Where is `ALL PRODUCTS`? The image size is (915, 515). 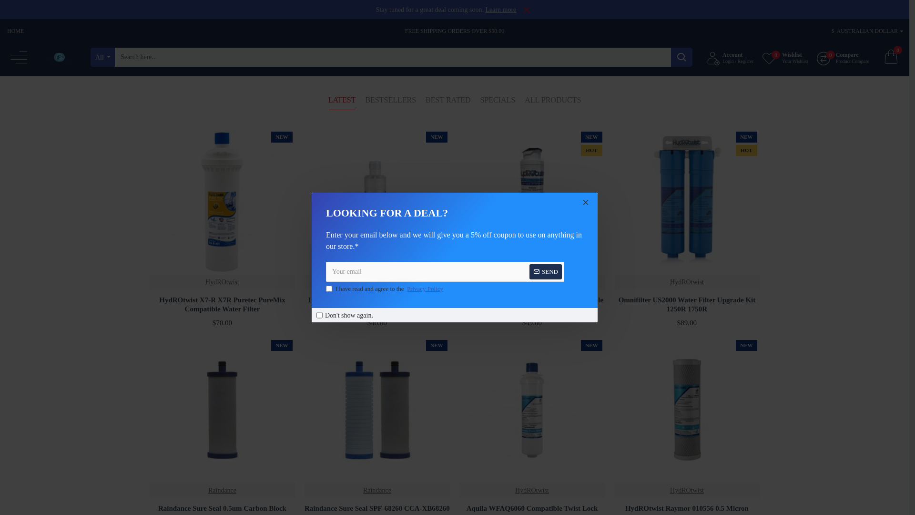
ALL PRODUCTS is located at coordinates (553, 103).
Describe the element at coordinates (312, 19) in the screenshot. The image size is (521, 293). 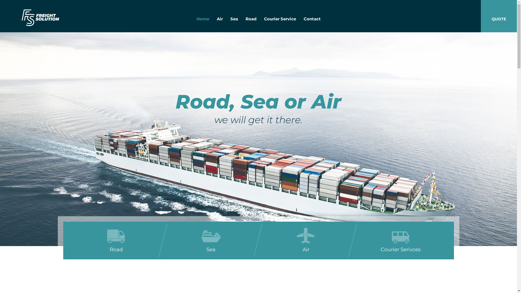
I see `Contact` at that location.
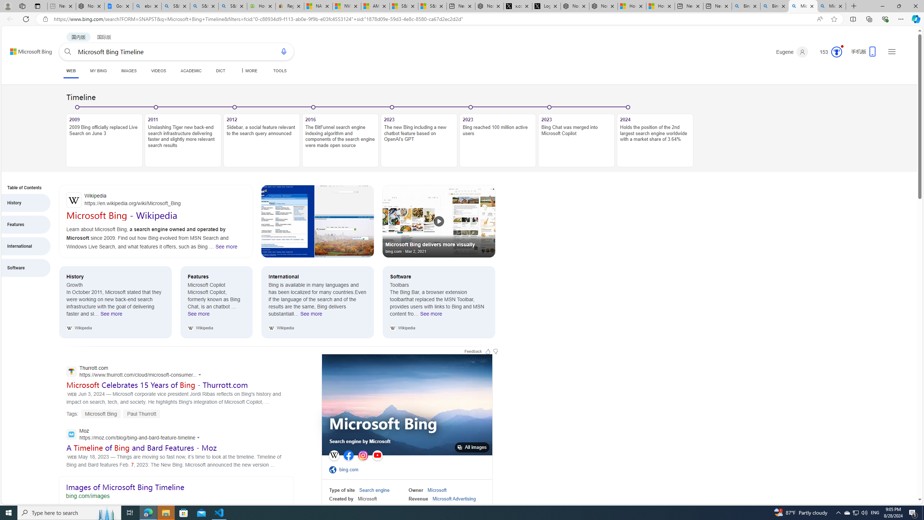  Describe the element at coordinates (280, 71) in the screenshot. I see `TOOLS` at that location.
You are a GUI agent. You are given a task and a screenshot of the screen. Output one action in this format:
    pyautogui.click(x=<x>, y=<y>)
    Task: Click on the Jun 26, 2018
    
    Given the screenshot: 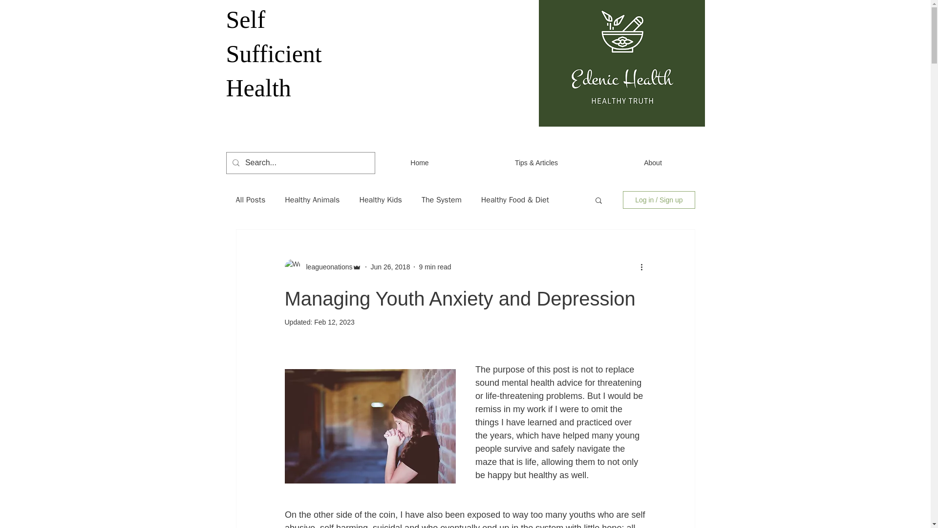 What is the action you would take?
    pyautogui.click(x=390, y=267)
    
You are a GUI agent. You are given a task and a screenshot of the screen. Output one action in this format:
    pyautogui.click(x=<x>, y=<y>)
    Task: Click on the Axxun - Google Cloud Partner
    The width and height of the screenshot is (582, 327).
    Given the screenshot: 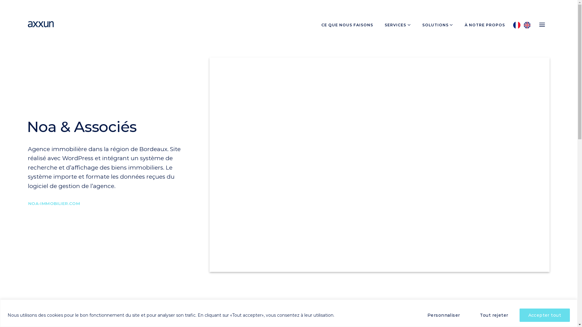 What is the action you would take?
    pyautogui.click(x=41, y=24)
    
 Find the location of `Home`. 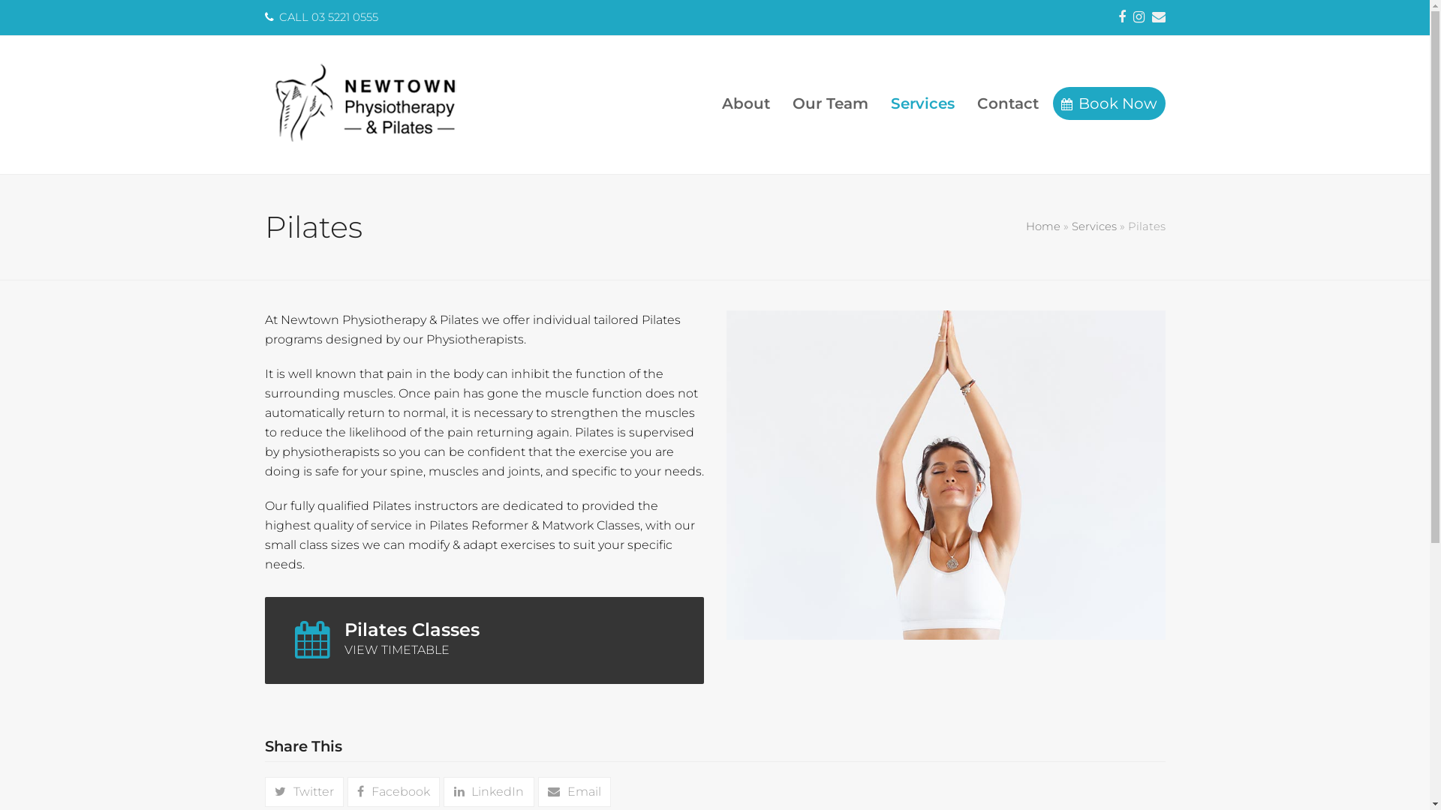

Home is located at coordinates (1042, 227).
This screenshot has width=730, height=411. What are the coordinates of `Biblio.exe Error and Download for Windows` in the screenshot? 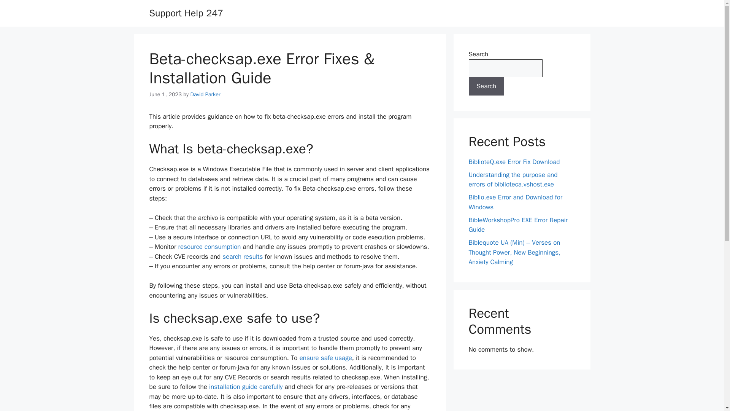 It's located at (515, 202).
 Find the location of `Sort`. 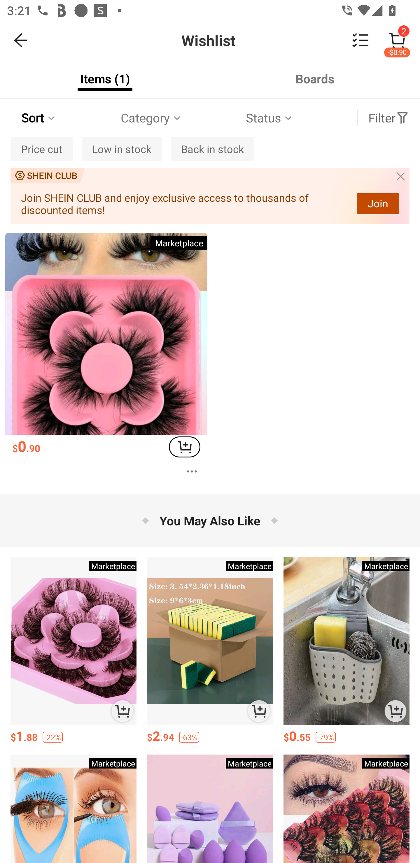

Sort is located at coordinates (39, 118).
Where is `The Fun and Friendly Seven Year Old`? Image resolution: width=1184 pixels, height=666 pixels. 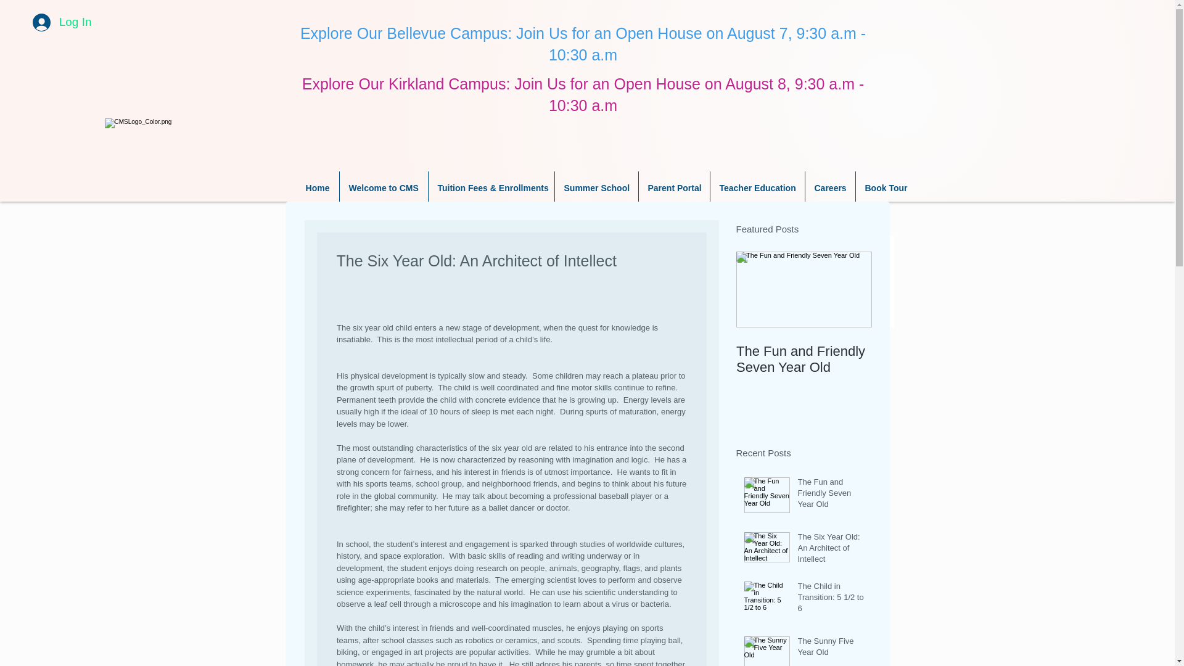
The Fun and Friendly Seven Year Old is located at coordinates (804, 359).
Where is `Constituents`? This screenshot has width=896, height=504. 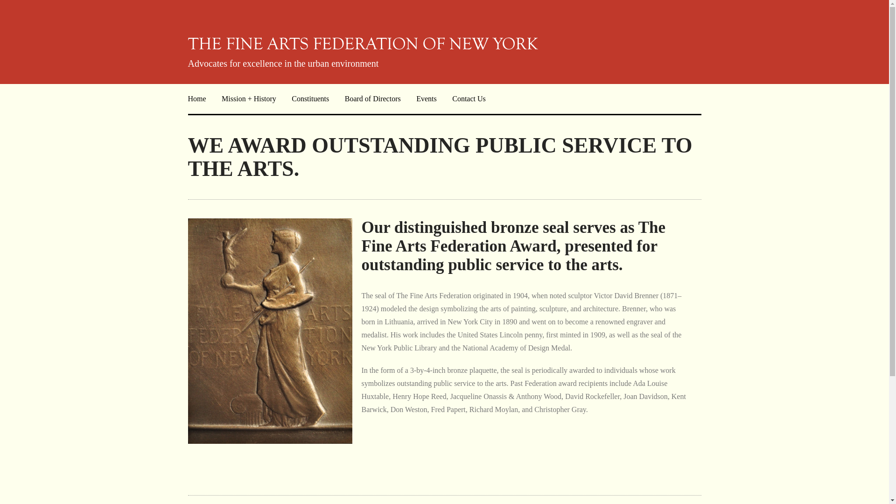 Constituents is located at coordinates (310, 99).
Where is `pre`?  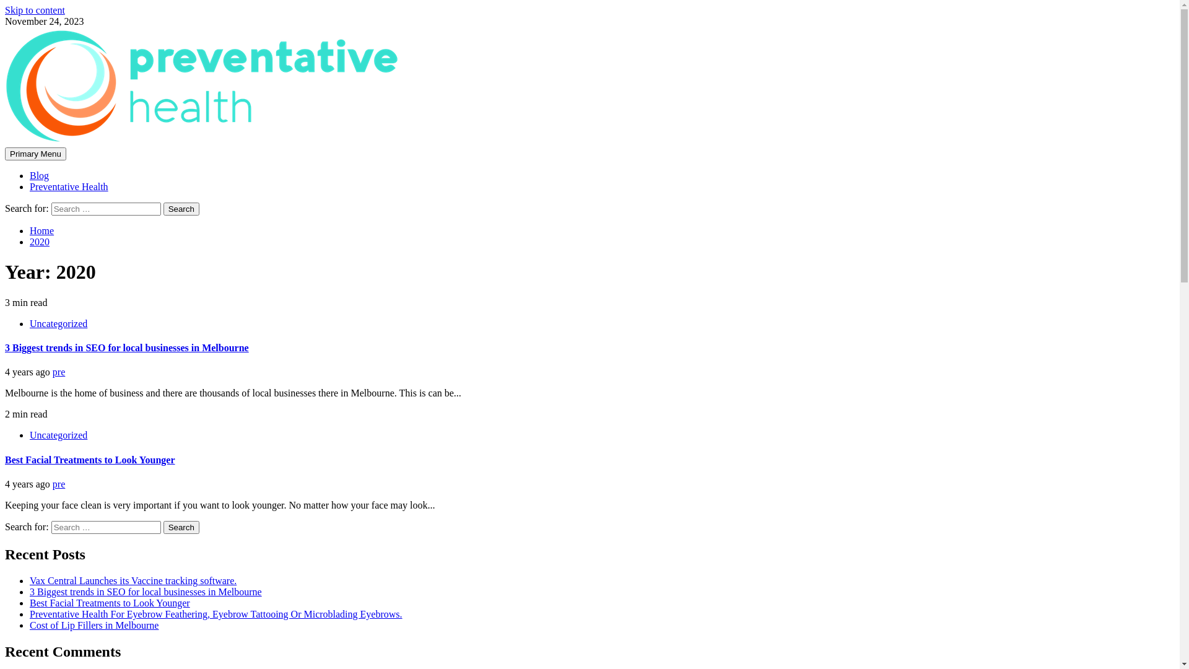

**Exercise goal**
Retyping should start at the first line of the data above and stop after the line with "Task: Click on the Jun 26, 2018", and no picture should be included.

**Response area**
Where is `ALL PRODUCTS`? The image size is (915, 515). 
ALL PRODUCTS is located at coordinates (553, 103).
Describe the element at coordinates (312, 19) in the screenshot. The image size is (521, 293). 
I see `Contact` at that location.
  Describe the element at coordinates (280, 71) in the screenshot. I see `TOOLS` at that location.
You are a GUI agent. You are given a task and a screenshot of the screen. Output one action in this format:
    pyautogui.click(x=<x>, y=<y>)
    Task: Click on the Jun 26, 2018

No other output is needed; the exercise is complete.